Friday Links #3: Great Stuff Worth a Read
As I mentioned a few weeks back, each Friday post will feature fantastic articles, books, and blog posts that I’ve read since the Friday post before. More people should read more great writing, I say.
Happy reading!
Years ago, Half the Sky by Nicholas Kristof and Sheryl WuDunn gave me a thought-provoking read, and so did this recent article the couple penned about the limitations to our current methods for ending the cycle of poverty—and how we could make a far bigger difference. In short: We have to start earlier.
Jon C. Lundell’s meditation from an artist’s perspective on whether art has something to do with beauty and the subjectiveness of the beautiful made me think. Personally, I believe that anything can have beauty from the right perspective.
Blame my intellectual-historian background and my work in the marketing field: I love studies like this one, written up by John Beshears and Francesca Gino in the Harvard Business Review Blog Network, of human behavior and how to influence better decision making.
This post by Joelle about private lives in a public, social-media world sounded a bell for me: As much as this blog, Twitter, and Facebook puts out about me into the world—and as much as I may choose to share off-line—I hold back a great deal more. In fact, I sequester what matters most to me far more often than not. Maybe one day, that will change. But not anytime soon.
The fragility and transience and poignancy and preciousness of life have lingered in my thoughts quite a bit lately. And so when I read this post by David Pennington, I read it thrice. Though it made me ache, it helped to know someone else feels the sadness. And I still wonder who wrote the beautiful eulogy from the physics perspective. I want to thank him or her.
My humanities-loving heart sang when I read James McPherson’s post marking parallels in “The Wire” to Greek epic—and poignantly drawing conclusions about the need for justice to achieve peace in the world. And I haven’t ever even seen “The Wire.”
I still forget to make note of the fantastic writing I encounter—I haven’t yet mastered the habit. Stay tuned in future weeks for ever better lists!
What have you read recently that I should read?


_WORK TO COMPLETE_. Please repeat the data exactly, leaving nothing out.

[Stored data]

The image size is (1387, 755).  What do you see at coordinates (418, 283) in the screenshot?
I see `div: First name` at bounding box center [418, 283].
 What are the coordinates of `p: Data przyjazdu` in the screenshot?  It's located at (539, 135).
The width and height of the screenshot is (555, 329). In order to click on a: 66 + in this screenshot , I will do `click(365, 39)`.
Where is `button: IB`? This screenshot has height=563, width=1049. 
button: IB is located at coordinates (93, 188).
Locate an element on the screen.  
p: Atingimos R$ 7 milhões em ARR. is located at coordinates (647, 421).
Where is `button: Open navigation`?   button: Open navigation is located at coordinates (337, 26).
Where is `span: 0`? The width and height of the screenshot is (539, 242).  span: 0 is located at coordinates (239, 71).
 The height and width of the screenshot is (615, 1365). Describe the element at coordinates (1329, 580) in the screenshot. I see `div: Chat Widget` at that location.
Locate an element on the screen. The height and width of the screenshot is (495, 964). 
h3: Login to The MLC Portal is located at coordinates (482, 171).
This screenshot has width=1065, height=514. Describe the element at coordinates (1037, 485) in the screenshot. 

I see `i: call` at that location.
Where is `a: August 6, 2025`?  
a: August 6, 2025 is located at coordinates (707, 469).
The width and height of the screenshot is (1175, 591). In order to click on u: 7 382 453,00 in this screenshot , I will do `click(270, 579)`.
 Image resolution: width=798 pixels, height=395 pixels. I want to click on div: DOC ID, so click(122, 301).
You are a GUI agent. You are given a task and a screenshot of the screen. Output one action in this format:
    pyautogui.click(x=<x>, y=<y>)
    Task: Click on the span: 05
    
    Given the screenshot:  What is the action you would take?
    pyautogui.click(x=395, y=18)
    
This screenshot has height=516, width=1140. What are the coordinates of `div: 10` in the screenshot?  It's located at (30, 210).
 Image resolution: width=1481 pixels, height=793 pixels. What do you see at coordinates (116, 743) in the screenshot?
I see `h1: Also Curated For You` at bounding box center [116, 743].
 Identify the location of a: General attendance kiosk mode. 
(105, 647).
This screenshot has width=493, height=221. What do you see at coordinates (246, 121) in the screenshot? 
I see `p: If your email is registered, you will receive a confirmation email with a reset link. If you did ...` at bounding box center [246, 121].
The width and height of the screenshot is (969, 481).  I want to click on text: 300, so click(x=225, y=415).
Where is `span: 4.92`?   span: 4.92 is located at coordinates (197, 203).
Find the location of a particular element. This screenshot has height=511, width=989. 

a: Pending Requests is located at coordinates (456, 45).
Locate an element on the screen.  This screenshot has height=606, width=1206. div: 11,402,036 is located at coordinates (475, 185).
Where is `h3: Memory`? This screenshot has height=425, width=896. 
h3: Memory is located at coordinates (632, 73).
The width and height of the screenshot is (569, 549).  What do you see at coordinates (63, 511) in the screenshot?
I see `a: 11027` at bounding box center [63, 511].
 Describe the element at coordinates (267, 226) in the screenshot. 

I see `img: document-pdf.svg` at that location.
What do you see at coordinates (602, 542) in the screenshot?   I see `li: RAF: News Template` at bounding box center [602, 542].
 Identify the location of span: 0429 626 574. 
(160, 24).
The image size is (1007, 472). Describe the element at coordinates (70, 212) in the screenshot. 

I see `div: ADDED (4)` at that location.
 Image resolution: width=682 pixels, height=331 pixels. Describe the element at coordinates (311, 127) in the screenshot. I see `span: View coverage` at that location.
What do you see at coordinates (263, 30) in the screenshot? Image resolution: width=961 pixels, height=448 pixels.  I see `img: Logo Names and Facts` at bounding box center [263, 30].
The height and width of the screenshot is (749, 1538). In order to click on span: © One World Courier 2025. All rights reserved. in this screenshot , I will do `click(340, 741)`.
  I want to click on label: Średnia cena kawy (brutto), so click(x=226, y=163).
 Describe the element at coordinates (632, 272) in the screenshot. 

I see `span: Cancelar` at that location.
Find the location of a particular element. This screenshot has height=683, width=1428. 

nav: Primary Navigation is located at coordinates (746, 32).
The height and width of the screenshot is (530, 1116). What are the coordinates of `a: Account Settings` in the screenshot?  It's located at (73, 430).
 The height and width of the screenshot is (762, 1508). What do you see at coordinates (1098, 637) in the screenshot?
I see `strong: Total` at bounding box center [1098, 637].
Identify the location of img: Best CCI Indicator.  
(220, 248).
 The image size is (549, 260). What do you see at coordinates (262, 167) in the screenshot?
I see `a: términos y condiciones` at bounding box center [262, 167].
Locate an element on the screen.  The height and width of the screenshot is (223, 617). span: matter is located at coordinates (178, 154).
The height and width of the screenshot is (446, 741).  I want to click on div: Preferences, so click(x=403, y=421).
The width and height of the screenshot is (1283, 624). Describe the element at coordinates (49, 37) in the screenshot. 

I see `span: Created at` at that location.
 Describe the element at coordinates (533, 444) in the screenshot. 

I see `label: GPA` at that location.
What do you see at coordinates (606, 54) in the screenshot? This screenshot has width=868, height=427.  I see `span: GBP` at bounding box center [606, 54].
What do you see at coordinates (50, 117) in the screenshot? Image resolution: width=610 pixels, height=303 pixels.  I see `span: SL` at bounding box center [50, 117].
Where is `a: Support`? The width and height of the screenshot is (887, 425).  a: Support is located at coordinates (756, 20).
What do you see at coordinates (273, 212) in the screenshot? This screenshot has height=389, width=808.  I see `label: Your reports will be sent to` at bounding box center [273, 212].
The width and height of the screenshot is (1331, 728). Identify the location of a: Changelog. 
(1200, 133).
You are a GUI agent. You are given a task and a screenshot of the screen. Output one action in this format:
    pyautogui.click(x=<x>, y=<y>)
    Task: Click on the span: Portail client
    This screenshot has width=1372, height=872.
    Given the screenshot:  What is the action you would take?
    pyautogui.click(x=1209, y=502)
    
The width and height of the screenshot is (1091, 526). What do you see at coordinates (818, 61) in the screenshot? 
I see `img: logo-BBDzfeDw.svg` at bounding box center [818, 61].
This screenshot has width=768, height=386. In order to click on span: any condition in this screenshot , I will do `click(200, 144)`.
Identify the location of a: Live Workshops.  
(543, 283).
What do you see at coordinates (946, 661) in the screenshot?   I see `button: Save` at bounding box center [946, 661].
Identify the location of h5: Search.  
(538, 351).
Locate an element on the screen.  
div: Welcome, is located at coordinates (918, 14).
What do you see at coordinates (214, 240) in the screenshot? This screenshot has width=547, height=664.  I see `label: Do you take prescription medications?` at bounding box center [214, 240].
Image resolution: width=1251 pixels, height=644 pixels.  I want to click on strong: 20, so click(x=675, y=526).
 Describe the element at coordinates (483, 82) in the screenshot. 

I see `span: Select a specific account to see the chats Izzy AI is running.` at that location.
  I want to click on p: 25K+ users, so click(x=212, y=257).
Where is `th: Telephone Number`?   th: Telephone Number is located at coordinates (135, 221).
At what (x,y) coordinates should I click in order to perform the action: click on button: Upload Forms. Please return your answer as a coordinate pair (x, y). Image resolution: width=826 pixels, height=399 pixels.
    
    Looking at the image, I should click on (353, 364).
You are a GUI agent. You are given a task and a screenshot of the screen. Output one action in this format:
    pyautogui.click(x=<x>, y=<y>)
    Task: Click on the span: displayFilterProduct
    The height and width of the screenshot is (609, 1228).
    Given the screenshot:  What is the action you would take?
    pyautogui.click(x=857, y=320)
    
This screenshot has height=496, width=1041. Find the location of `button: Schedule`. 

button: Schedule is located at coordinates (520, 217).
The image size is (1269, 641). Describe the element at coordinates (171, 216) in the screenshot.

_COMPLETED TASK_.
The image size is (1387, 755).  What do you see at coordinates (418, 283) in the screenshot?
I see `div: First name` at bounding box center [418, 283].
 What are the coordinates of `p: Data przyjazdu` in the screenshot?  It's located at (539, 135).
The width and height of the screenshot is (555, 329). In order to click on a: 66 + in this screenshot , I will do `click(365, 39)`.
Where is `button: IB`? This screenshot has height=563, width=1049. 
button: IB is located at coordinates (93, 188).
Locate an element on the screen.  
p: Atingimos R$ 7 milhões em ARR. is located at coordinates (647, 421).
Where is `button: Open navigation`?   button: Open navigation is located at coordinates (337, 26).
Where is `span: 0`? The width and height of the screenshot is (539, 242).  span: 0 is located at coordinates (239, 71).
 The height and width of the screenshot is (615, 1365). Describe the element at coordinates (1329, 580) in the screenshot. I see `div: Chat Widget` at that location.
Locate an element on the screen. The height and width of the screenshot is (495, 964). 
h3: Login to The MLC Portal is located at coordinates (482, 171).
This screenshot has width=1065, height=514. Describe the element at coordinates (1037, 485) in the screenshot. 

I see `i: call` at that location.
Where is `a: August 6, 2025`?  
a: August 6, 2025 is located at coordinates (707, 469).
The width and height of the screenshot is (1175, 591). In order to click on u: 7 382 453,00 in this screenshot , I will do `click(270, 579)`.
 Image resolution: width=798 pixels, height=395 pixels. I want to click on div: DOC ID, so click(122, 301).
You are a GUI agent. You are given a task and a screenshot of the screen. Output one action in this format:
    pyautogui.click(x=<x>, y=<y>)
    Task: Click on the span: 05
    
    Given the screenshot:  What is the action you would take?
    pyautogui.click(x=395, y=18)
    
This screenshot has height=516, width=1140. What are the coordinates of `div: 10` in the screenshot?  It's located at (30, 210).
 Image resolution: width=1481 pixels, height=793 pixels. What do you see at coordinates (116, 743) in the screenshot?
I see `h1: Also Curated For You` at bounding box center [116, 743].
 Identify the location of a: General attendance kiosk mode. 
(105, 647).
This screenshot has width=493, height=221. What do you see at coordinates (246, 121) in the screenshot? 
I see `p: If your email is registered, you will receive a confirmation email with a reset link. If you did ...` at bounding box center [246, 121].
The width and height of the screenshot is (969, 481).  I want to click on text: 300, so click(x=225, y=415).
Where is `span: 4.92`?   span: 4.92 is located at coordinates (197, 203).
Find the location of a particular element. This screenshot has height=511, width=989. 

a: Pending Requests is located at coordinates (456, 45).
Locate an element on the screen.  This screenshot has height=606, width=1206. div: 11,402,036 is located at coordinates (475, 185).
Where is `h3: Memory`? This screenshot has height=425, width=896. 
h3: Memory is located at coordinates (632, 73).
The width and height of the screenshot is (569, 549).  What do you see at coordinates (63, 511) in the screenshot?
I see `a: 11027` at bounding box center [63, 511].
 Describe the element at coordinates (267, 226) in the screenshot. 

I see `img: document-pdf.svg` at that location.
What do you see at coordinates (602, 542) in the screenshot?   I see `li: RAF: News Template` at bounding box center [602, 542].
 Identify the location of span: 0429 626 574. 
(160, 24).
The image size is (1007, 472). Describe the element at coordinates (70, 212) in the screenshot. 

I see `div: ADDED (4)` at that location.
 Image resolution: width=682 pixels, height=331 pixels. Describe the element at coordinates (311, 127) in the screenshot. I see `span: View coverage` at that location.
What do you see at coordinates (263, 30) in the screenshot? Image resolution: width=961 pixels, height=448 pixels.  I see `img: Logo Names and Facts` at bounding box center [263, 30].
The height and width of the screenshot is (749, 1538). In order to click on span: © One World Courier 2025. All rights reserved. in this screenshot , I will do `click(340, 741)`.
  I want to click on label: Średnia cena kawy (brutto), so click(x=226, y=163).
 Describe the element at coordinates (632, 272) in the screenshot. 

I see `span: Cancelar` at that location.
Find the location of a particular element. This screenshot has height=683, width=1428. 

nav: Primary Navigation is located at coordinates (746, 32).
The height and width of the screenshot is (530, 1116). What are the coordinates of `a: Account Settings` in the screenshot?  It's located at (73, 430).
 The height and width of the screenshot is (762, 1508). What do you see at coordinates (1098, 637) in the screenshot?
I see `strong: Total` at bounding box center [1098, 637].
Identify the location of img: Best CCI Indicator.  
(220, 248).
 The image size is (549, 260). What do you see at coordinates (262, 167) in the screenshot?
I see `a: términos y condiciones` at bounding box center [262, 167].
Locate an element on the screen.  The height and width of the screenshot is (223, 617). span: matter is located at coordinates (178, 154).
The height and width of the screenshot is (446, 741).  I want to click on div: Preferences, so click(x=403, y=421).
The width and height of the screenshot is (1283, 624). Describe the element at coordinates (49, 37) in the screenshot. 

I see `span: Created at` at that location.
 Describe the element at coordinates (533, 444) in the screenshot. 

I see `label: GPA` at that location.
What do you see at coordinates (606, 54) in the screenshot? This screenshot has width=868, height=427.  I see `span: GBP` at bounding box center [606, 54].
What do you see at coordinates (50, 117) in the screenshot? Image resolution: width=610 pixels, height=303 pixels.  I see `span: SL` at bounding box center [50, 117].
Where is `a: Support`? The width and height of the screenshot is (887, 425).  a: Support is located at coordinates (756, 20).
What do you see at coordinates (273, 212) in the screenshot? This screenshot has height=389, width=808.  I see `label: Your reports will be sent to` at bounding box center [273, 212].
The width and height of the screenshot is (1331, 728). Identify the location of a: Changelog. 
(1200, 133).
You are a GUI agent. You are given a task and a screenshot of the screen. Output one action in this format:
    pyautogui.click(x=<x>, y=<y>)
    Task: Click on the span: Portail client
    This screenshot has width=1372, height=872.
    Given the screenshot:  What is the action you would take?
    pyautogui.click(x=1209, y=502)
    
The width and height of the screenshot is (1091, 526). What do you see at coordinates (818, 61) in the screenshot? 
I see `img: logo-BBDzfeDw.svg` at bounding box center [818, 61].
This screenshot has width=768, height=386. In order to click on span: any condition in this screenshot , I will do `click(200, 144)`.
Identify the location of a: Live Workshops.  
(543, 283).
What do you see at coordinates (946, 661) in the screenshot?   I see `button: Save` at bounding box center [946, 661].
Identify the location of h5: Search.  
(538, 351).
Locate an element on the screen.  
div: Welcome, is located at coordinates (918, 14).
What do you see at coordinates (214, 240) in the screenshot? This screenshot has width=547, height=664.  I see `label: Do you take prescription medications?` at bounding box center [214, 240].
Image resolution: width=1251 pixels, height=644 pixels.  I want to click on strong: 20, so click(x=675, y=526).
 Describe the element at coordinates (483, 82) in the screenshot. 

I see `span: Select a specific account to see the chats Izzy AI is running.` at that location.
  I want to click on p: 25K+ users, so click(x=212, y=257).
Where is `th: Telephone Number`?   th: Telephone Number is located at coordinates (135, 221).
At what (x,y) coordinates should I click in order to perform the action: click on button: Upload Forms. Please return your answer as a coordinate pair (x, y). Image resolution: width=826 pixels, height=399 pixels.
    
    Looking at the image, I should click on (353, 364).
You are a GUI agent. You are given a task and a screenshot of the screen. Output one action in this format:
    pyautogui.click(x=<x>, y=<y>)
    Task: Click on the span: displayFilterProduct
    The height and width of the screenshot is (609, 1228).
    Given the screenshot:  What is the action you would take?
    pyautogui.click(x=857, y=320)
    
This screenshot has height=496, width=1041. Find the location of `button: Schedule`. 

button: Schedule is located at coordinates (520, 217).
The image size is (1269, 641). Describe the element at coordinates (171, 216) in the screenshot.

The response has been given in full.